I do not want to put words in the mouth of Pope Leo XIV, who has not yet had a chance to say much. But every indication we are getting shows he will continue the course of his predecessor, Pope Francis, and therefore ours will be a church for the least and the rejected. One of Francis’ images of the church was that of a field hospital. Such a term conjures up images of canvas tents in war settings, where injured soldiers go for urgent treatment of their wounds. International humanitarian law states that such field hospitals should be shielded from attack. It is only common sense and common decency. And yet, here in the field hospitals of our own churches, we the faithful, each of us in our own way wounded individuals, are not protected.

A few weeks ago, a woman caught me by the side of our church. She looked at me and said, with tears in her eyes, her voice cracking, “Padre, es como que están cazándonos, como si fuéramos animales.” (Father, it’s like they are hunting us, as if we were animals.) It is true. This is what undocumented people are feeling. The nets are closing in on them, the circle is getting tighter, and even their own places of worship are not safe. If we have come to this as a country, that hardworking, religious, family-oriented people are going to be hunted in this land, then can there not be at least one place where they are safe? The place they go to be in that privileged relationship with God, which all of us — Republicans, Democrats, independents and all others — so desperately need? Actual hospitals should be counted among those safe places, obviously, as should schools where our children learn.

The mere fact that ICE has a right to enter religious spaces fuels what Cardinal Robert McElroy termed “the war of terror and fear” which is being waged against our undocumented brothers and sisters, God’s precious people. Just the threat itself is sufficient to have people feel on edge and never at true peace.

The Catholic Church believes a country has the right to protect its borders and to have orderly immigration. But terrorizing hardworking, faithful people is simply unacceptable.

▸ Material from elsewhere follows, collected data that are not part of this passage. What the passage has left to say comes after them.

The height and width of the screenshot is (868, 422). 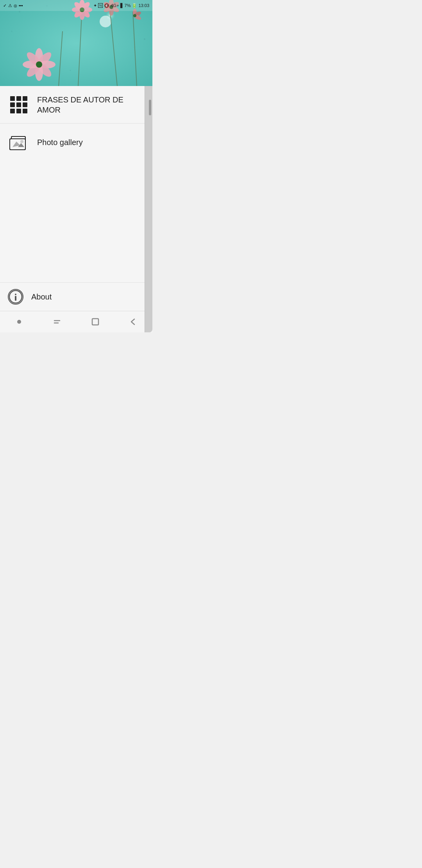 What do you see at coordinates (76, 194) in the screenshot?
I see `main-content: FRASES DE AUTOR DE AMOR Photo gallery` at bounding box center [76, 194].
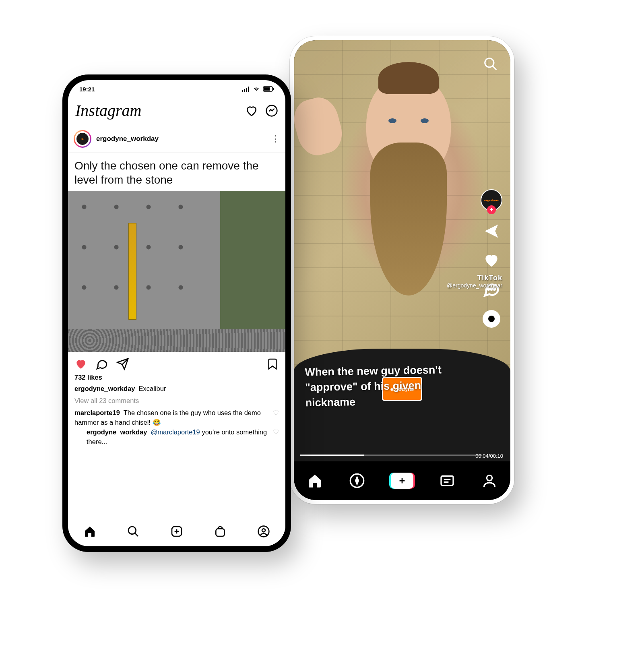 This screenshot has height=653, width=644. Describe the element at coordinates (332, 455) in the screenshot. I see `video-progress-fill` at that location.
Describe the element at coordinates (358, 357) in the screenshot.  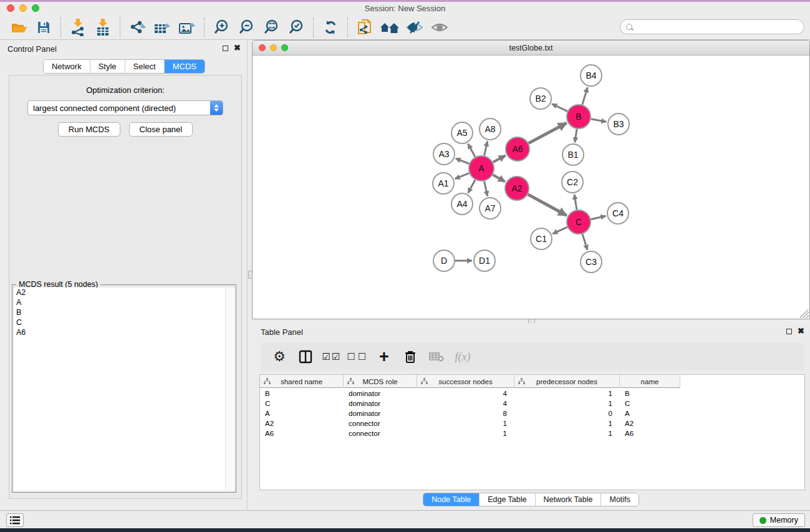
I see `deselect-all-columns-icon: ☐☐` at that location.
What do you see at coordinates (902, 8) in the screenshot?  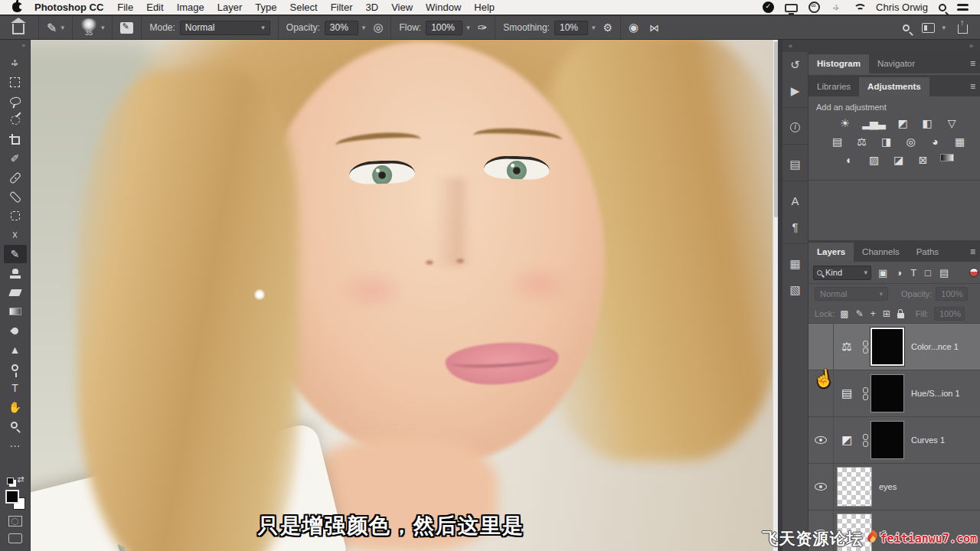 I see `menubar-user-name: Chris Orwig` at bounding box center [902, 8].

We all the trendy plastic bracelets from a few decades ago, “WWJD,” or “What Would Jesus Do?” While perhaps simplistic, there was something remarkably refreshing and even grounding about those bracelets. What would Jesus do today if ICE officers were to present themselves at the door of his church? I think we all know. He would not allow them to enter; he would do everything he physically could to protect his sheep. He gives an example for all religious leaders to follow. I take my cues from him. The other plaintiffs and I are not standing idly by, allowing ICE to enter our sacred spaces.

Santarosa is pastor at Our Lady of Guadalupe church in Logan Heights, where he resides.